Sabrina began to feel as though her head were cracking open, or the whole world was cracking open. She couldn’t look at his eyes anymore. “But what does this mean? What’s going to happen?” She directed her questions to the soft soil at her feet. Then she remembered the phantoms, the endless rows of them milling toward the Breach, and a light came on in her head. “Somehow they all know too, don’t they?”

Arsenic nodded. His expression retained its mask-like immobility, but the sadness came off him in waves. “They sensed it, as you did. A weakening.”

Sabrina had a dreadful vision then, of those armies of gray-black figures flooding the earth Above with their horrors. Just like they did before… “They can’t get out, can they?”

“Not while the rest of us are still here.” His voice said it, but the whisper underneath appended, Not until we’re all dead.

“I want to see Strychnine.” She wasn’t sure why, but the wish was sudden and forceful. Perhaps she simply wanted to see for herself that one of the Poisons, one of those strange and indescribably ancient nightmare-dwellers, was really gone. Or perhaps she just wanted to feel important, involved with the powerful half-humans who usually avoided her, privy to their immortal intrigues and passions. “Where is she?”

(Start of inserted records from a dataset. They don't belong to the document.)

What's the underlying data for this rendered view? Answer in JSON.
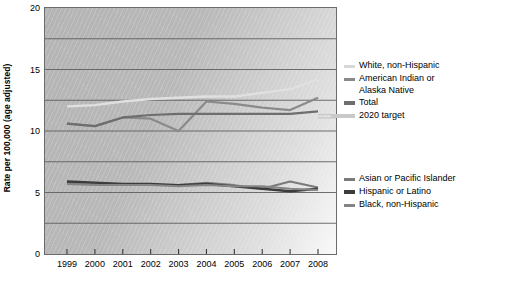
{
  "chart_data": {
    "type": "line",
    "title": "",
    "xlabel": "",
    "ylabel": "Rate per 100,000 (age adjusted)",
    "categories": [
      "1999",
      "2000",
      "2001",
      "2002",
      "2003",
      "2004",
      "2005",
      "2006",
      "2007",
      "2008"
    ],
    "x": [
      1999,
      2000,
      2001,
      2002,
      2003,
      2004,
      2005,
      2006,
      2007,
      2008
    ],
    "ylim": [
      0,
      20
    ],
    "yticks": [
      0,
      5,
      10,
      15,
      20
    ],
    "ytick_labels": [
      "0",
      "5",
      "10",
      "15",
      "20"
    ],
    "gridlines": [
      2.5,
      5,
      7.5,
      10,
      12.5,
      15,
      17.5
    ],
    "grid": true,
    "legend_position": "right",
    "series": [
      {
        "name": "White, non-Hispanic",
        "color": "#e0e0e0",
        "width": 2.4,
        "values": [
          12.0,
          12.1,
          12.4,
          12.6,
          12.7,
          12.8,
          12.8,
          13.1,
          13.4,
          14.2
        ]
      },
      {
        "name": "American Indian or Alaska Native",
        "color": "#8a8a8a",
        "width": 2.2,
        "values": [
          10.6,
          10.4,
          11.1,
          11.0,
          10.0,
          12.4,
          12.2,
          11.9,
          11.7,
          12.7
        ]
      },
      {
        "name": "Total",
        "color": "#6e6e6e",
        "width": 2.2,
        "values": [
          10.6,
          10.4,
          11.1,
          11.3,
          11.4,
          11.4,
          11.4,
          11.4,
          11.4,
          11.6
        ]
      },
      {
        "name": "Asian or Pacific Islander",
        "color": "#7a7a7a",
        "width": 2.0,
        "values": [
          5.8,
          5.7,
          5.7,
          5.6,
          5.6,
          5.8,
          5.6,
          5.3,
          5.9,
          5.4
        ]
      },
      {
        "name": "Hispanic or Latino",
        "color": "#3c3c3c",
        "width": 2.4,
        "values": [
          5.9,
          5.8,
          5.7,
          5.7,
          5.6,
          5.7,
          5.5,
          5.3,
          5.1,
          5.3
        ]
      },
      {
        "name": "Black, non-Hispanic",
        "color": "#858585",
        "width": 2.0,
        "values": [
          5.7,
          5.6,
          5.6,
          5.6,
          5.5,
          5.6,
          5.5,
          5.5,
          5.3,
          5.2
        ]
      }
    ],
    "reference_line": {
      "name": "2020 target",
      "value": 11.2,
      "color": "#c9c9c9",
      "style": "double",
      "x_start": 2008.0,
      "x_end": 2009.0
    }
  },
  "legend": {
    "upper": [
      {
        "label": "White, non-Hispanic",
        "color": "#d8d8d8",
        "thick": false
      },
      {
        "label": "American Indian or\nAlaska Native",
        "color": "#8a8a8a",
        "thick": false
      },
      {
        "label": "Total",
        "color": "#6e6e6e",
        "thick": true
      }
    ],
    "target": {
      "label": "2020 target",
      "color": "#c9c9c9"
    },
    "lower": [
      {
        "label": "Asian or Pacific Islander",
        "color": "#7a7a7a",
        "thick": false
      },
      {
        "label": "Hispanic or Latino",
        "color": "#3c3c3c",
        "thick": true
      },
      {
        "label": "Black, non-Hispanic",
        "color": "#858585",
        "thick": false
      }
    ]
  }
}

“At Brass House. We brought her there after we…found her in the woods.” He looked off into the distance. “I didn’t want you to have to know any of this, Sabrina.”

It was the first time she had ever heard him say her name, and it made her feel like she was receiving a low-voltage shock. “Why did you come and tell me then?”

“My siblings want to involve you in this. I do not.”

“Why?”

“I have my reasons. But I was outvoted.”

Sabrina strained to hear his whispered after-speech, but it was too quick and garbled. She looked up at him again, arching her brow. “So you’re going to take me there?”

He sighed. “Yes. I hope I do not regret it.” With that, he bowed his head and began walking into the fog, Sabrina matching his every step.

1 comment:

Candace said...

This is a marvelous concept and you're off to great start for a fantasy novel. I loved it. Have you finished the story?